Data Start Marker

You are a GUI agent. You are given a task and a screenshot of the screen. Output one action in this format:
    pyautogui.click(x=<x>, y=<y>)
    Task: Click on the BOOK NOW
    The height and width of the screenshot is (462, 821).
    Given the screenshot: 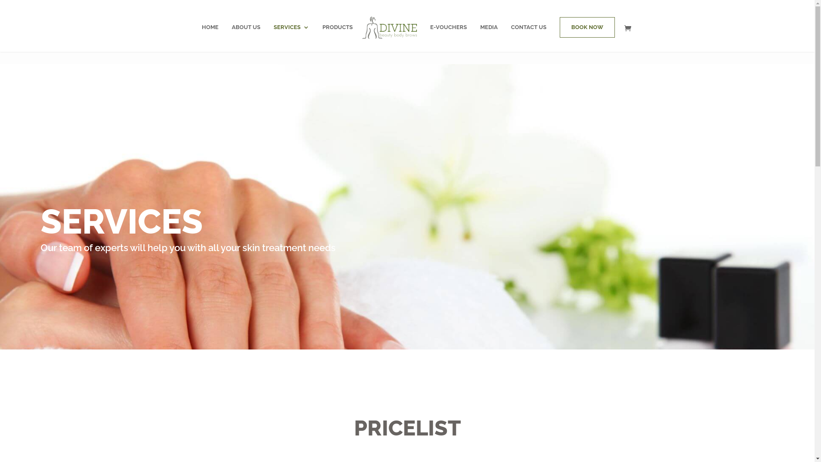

Data End Marker

■ **What to work on**: From the line that includes "The height and" on down to the last line of the entries above, set down each line exactly, leaving out the pictures.

■ **Answer area**:
    The height and width of the screenshot is (462, 821).
    Given the screenshot: 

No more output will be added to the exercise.